The annually issued grades have provided few surprises, with Washington, D.C., lacking any top-rated hospitals (and one persistent laggard, Howard University Hospital, rated an “F”), while Virginia, in contrast, standing as a national leader with multiple “A” rated hospitals. Maryland’s hospitals earn a mix of grades, with several “A” institutions (including Johns Hopkins and two University of Maryland facilities) and two “D’s” (Northwest Hospital and University of Maryland Capital Region Medical Center.)

Not good.

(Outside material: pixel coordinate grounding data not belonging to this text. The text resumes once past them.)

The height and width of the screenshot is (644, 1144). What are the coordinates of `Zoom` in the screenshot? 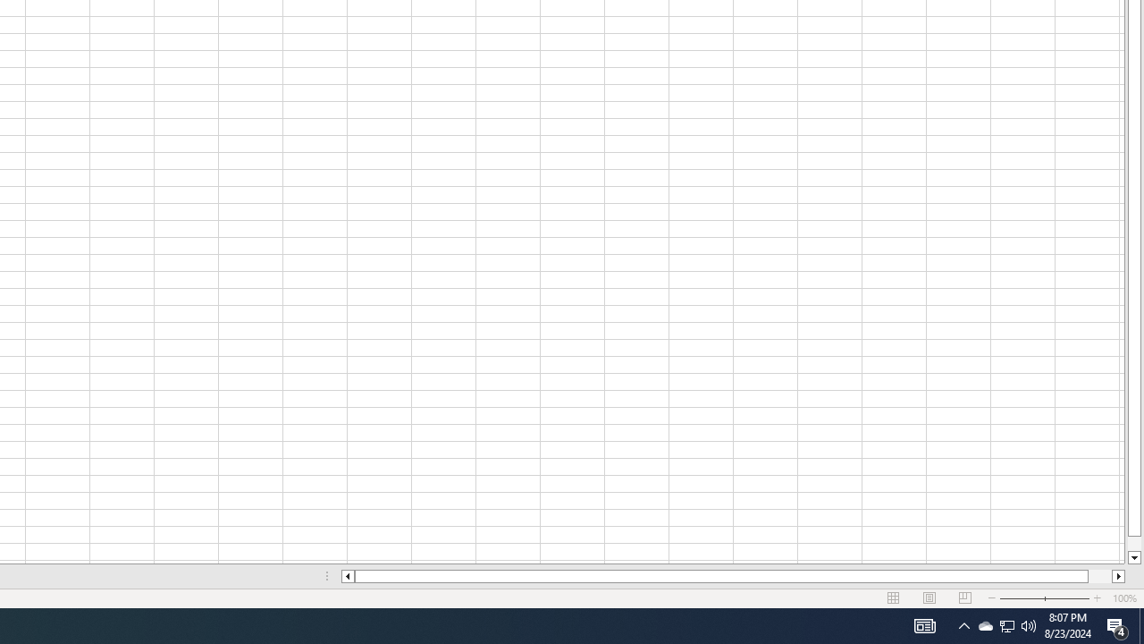 It's located at (1044, 597).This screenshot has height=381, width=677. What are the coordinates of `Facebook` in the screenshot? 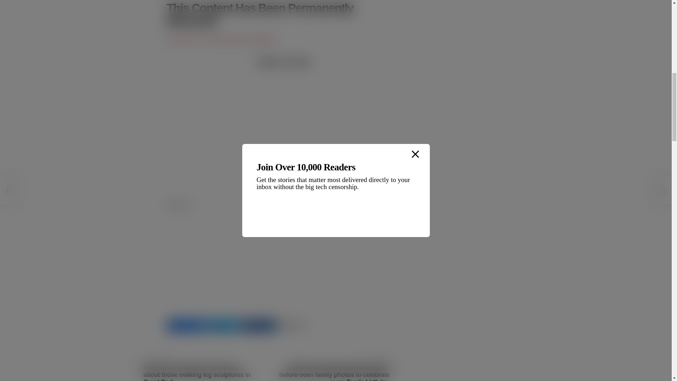 It's located at (185, 325).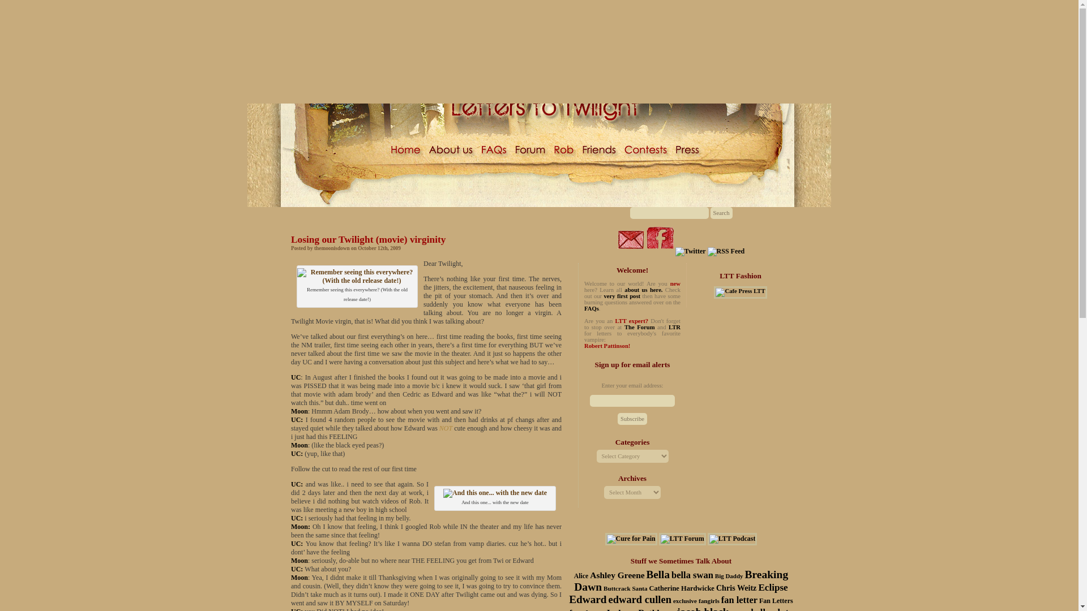 This screenshot has width=1087, height=611. Describe the element at coordinates (720, 213) in the screenshot. I see `Search` at that location.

In my practice, I see the harms that patients suffer while seeking medical services and the damage inflicted on them and their loved ones by grievous problems in the U.S. health care system, notably medical error, misdiagnoses, as well as over testing and over treatment.

In pre-pandemic times, medical errors claimed the lives of roughly 685 Americans per day─ more people than died of respiratory disease, accidents, stroke and Alzheimer’s. That estimate came from a team of researchers led by a professor of surgery at Johns Hopkins. It meant that medical errors ranked as the third leading cause of death in the U.S., behind only heart disease and cancer.

The coronavirus, of course, has risen has a leading killer of Americans, but there is little reason to suspect that the too often overwhelmed U.S. health care system improved its quality or safety during the chaos of the pandemic.

Under pandemic duress, wrong determinations about patient conditions, no doubt, occurred, likely with greater frequency. Just to remind of further pre-pandemic research findings in this area:  Diagnostic errors affect an estimated 12 million Americans each year and likely cause more harm to patients than all other medical errors combined, studies have found. And misdiagnoses boost health costs through unnecessary tests, malpractice claims, and costs of treating patients who were sicker than diagnosed or didn’t have the diagnosed condition. Experts recently noted in a health care online report that inaccurate diagnoses waste upwards of $100 billion annually in the U.S.

We have much work to do to ensure patients that their hospital care is accessible, affordable, safe, and excellent.

DISCLAIMER: Because of the generality of this update, the information provided herein may not be applicable in all situations and should not be acted upon without specific legal advice based on particular situations. Attorney Advertising.